A Time of Austerity

With the budget potentially hitting Government Departments hard from 2011, what is the impact on Policing?  With the Home Office currently receiving a budget of £9.6bn per annum to fund Policing and Immigration/Customs services and the Police currently working with a budget of £5.6bn, a 25% reduction could have an impact of £1.4bn per annum.  So what are the options?  Some will initially spotlight the NPIA as a possible casualty with its role as policy writer, national systems supporter and training deliverer.  There is no doubt that many will ask what the value of the organisation is with its current costs towards £0.5bn per annum.  However, the support for core systems and some level of national training will have to lie somewhere so it’s not quite so easy for this current organisation to dissolve completely.  There must however be questions over the viabiltiy of some its current initiatives including ISIS.  A good policy to look towards standardisation, but can and will Forces be able to afford change?

IT does play a part in this scramble to save money and most should now look as to how proper and efficient use of IT save time and money for frontline officers, possibly enabling the reduction in required numbers over time.  However, these sort of cuts require significant strategies and not just re-organising the deck chairs!  It has to be time where the service reviews the provision of back office services, including IT, HR, Finance, Fleet Management etc. more radically than before and looks at utilising Shared/CLOUD/Third Party services to deliver these.

We are moving in to a new chapter of policing in the UK where the landscape of service provision to the public will change forever.

IT Collaboration across Police Forces

It would seem that pressure is now being put onto many Police Forces to join IT departments and as a consequence combine systems that are being used by frontline operational police officers. Of course historically Police Forces have been quite protective of their resources but more recently Regional Collaboration is seen as the way forward. It is an interesting debate and on my travels I do hear many arguments for and against the concepts of Regional IT systems, I suspect the truth is, they are on the way and certainly here at ABM we are prepared to meet the challenges at all levels.

UK Police to save money

The Home Office has released a report entitled High Level Working Group Report on Police Value For Money. The report outlines how the UK’s police authorities and forces will meeting savings targets of at least £100 million in 2010/11 followed by £500m from 2013/2014 without negatively impacting upon the level of service provided to the public. This is a tall order on the basis that 80% of expenditure lies in personnel, but it is clear that approaches to purchasing decisions will have to be reconsidered.  Spending on IT will come under particular scrutiny as the largest category within goods and services expenditure and the need for better collaborative working and regionalisation of services must be a key driver. ABM has continued to supply both enterprise and workgroup covert systems to policing for the last 15 years and the work which it has conducted in implementing a regional Intelligence system in Scotland must be seen as a model for the future.  The key to the delivery of collaborative IT is to make sure that the collaboration delivers both better ‘value for money’ as well as enhanced operational performance.  There are plenty of examples of how this works already and these examples must be built upon rather than “reinventing the wheel”.

Consultancy culture

As reported in The Times today, Peter Neyroud, chief executive of the NPIA, has been speaking out against excessive use of consultants in the Home Office. In the two years that the NPIA has been operating, Neyroud has reduced expenditure on consultancy from £71million in the first year to £19m. This is clearly a successful saving but the positive role of consultants should not be completely disregarded.

When used in a rational manner with clearly defined scope and project management, the role of consultants in delivering substantial time and cost savings is significant. Why invest valuable time and money is recruiting, training and managing internal personnel when the expertise already exists in the form of consultants? Whilst their use needs to be carefully justified and controlled from a business perspective, consultancy has the potential to offer flexibility and affordable changes in these cash and resource-strapped times.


## [Your task]
Below are the entries to work from; restate word for word the portion that opens with the line containing "Image resolution: width=572" and closes with the line containing "You are a GUI", keeping both.

::::::::::

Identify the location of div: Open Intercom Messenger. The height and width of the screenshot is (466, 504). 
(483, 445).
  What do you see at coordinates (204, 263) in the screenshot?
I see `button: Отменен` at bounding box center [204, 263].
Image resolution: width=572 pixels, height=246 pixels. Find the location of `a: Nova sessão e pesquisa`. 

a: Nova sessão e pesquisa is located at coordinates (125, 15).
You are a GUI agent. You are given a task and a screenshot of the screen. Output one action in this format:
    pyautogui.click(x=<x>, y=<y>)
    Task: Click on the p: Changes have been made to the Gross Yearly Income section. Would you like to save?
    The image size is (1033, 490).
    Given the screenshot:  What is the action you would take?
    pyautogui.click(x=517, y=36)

::::::::::

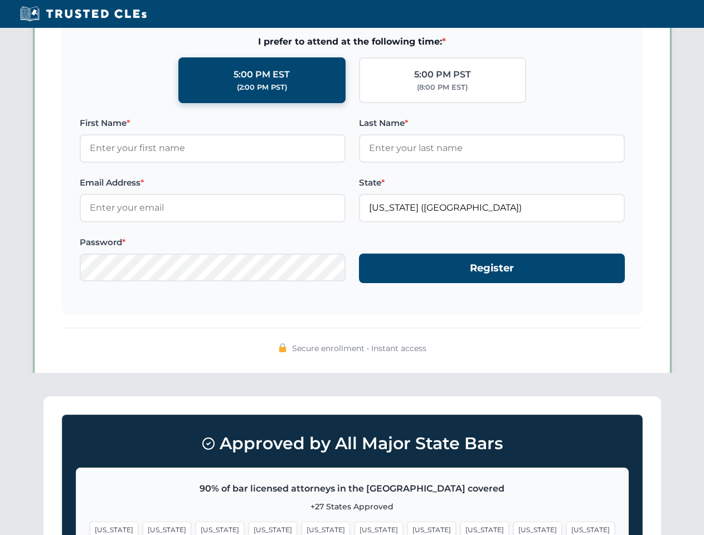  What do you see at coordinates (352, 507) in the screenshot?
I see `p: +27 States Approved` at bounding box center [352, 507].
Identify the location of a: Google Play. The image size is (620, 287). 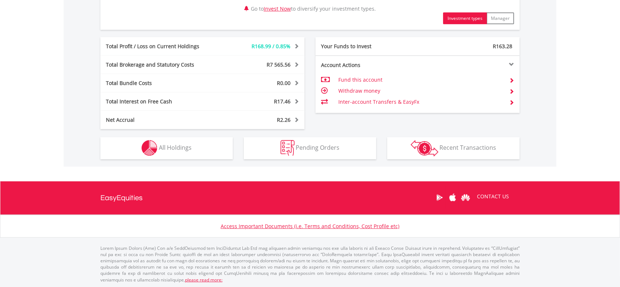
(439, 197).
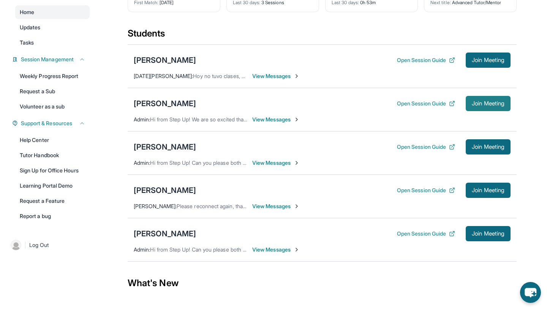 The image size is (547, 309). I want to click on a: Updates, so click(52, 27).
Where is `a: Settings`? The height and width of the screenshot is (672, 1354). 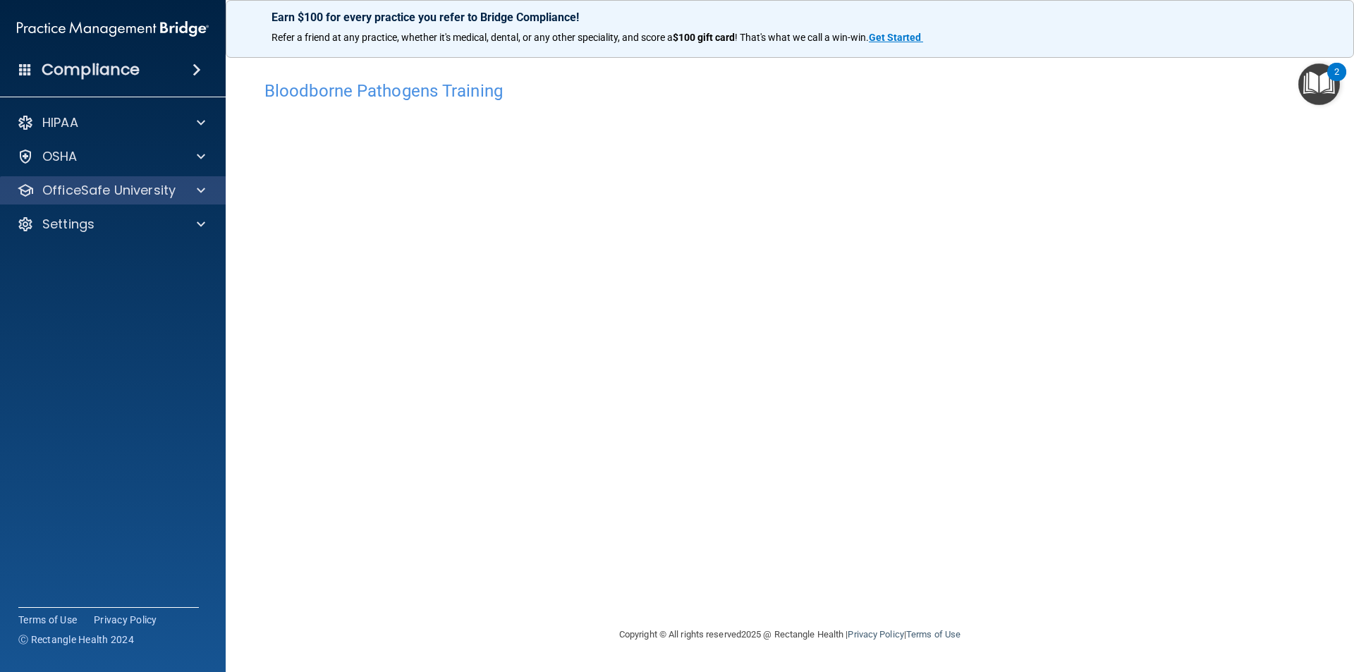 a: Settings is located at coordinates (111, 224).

::::::::::

## [Solution for this problem]
Image resolution: width=572 pixels, height=246 pixels. Find the location of `a: Nova sessão e pesquisa`. 

a: Nova sessão e pesquisa is located at coordinates (125, 15).
You are a GUI agent. You are given a task and a screenshot of the screen. Output one action in this format:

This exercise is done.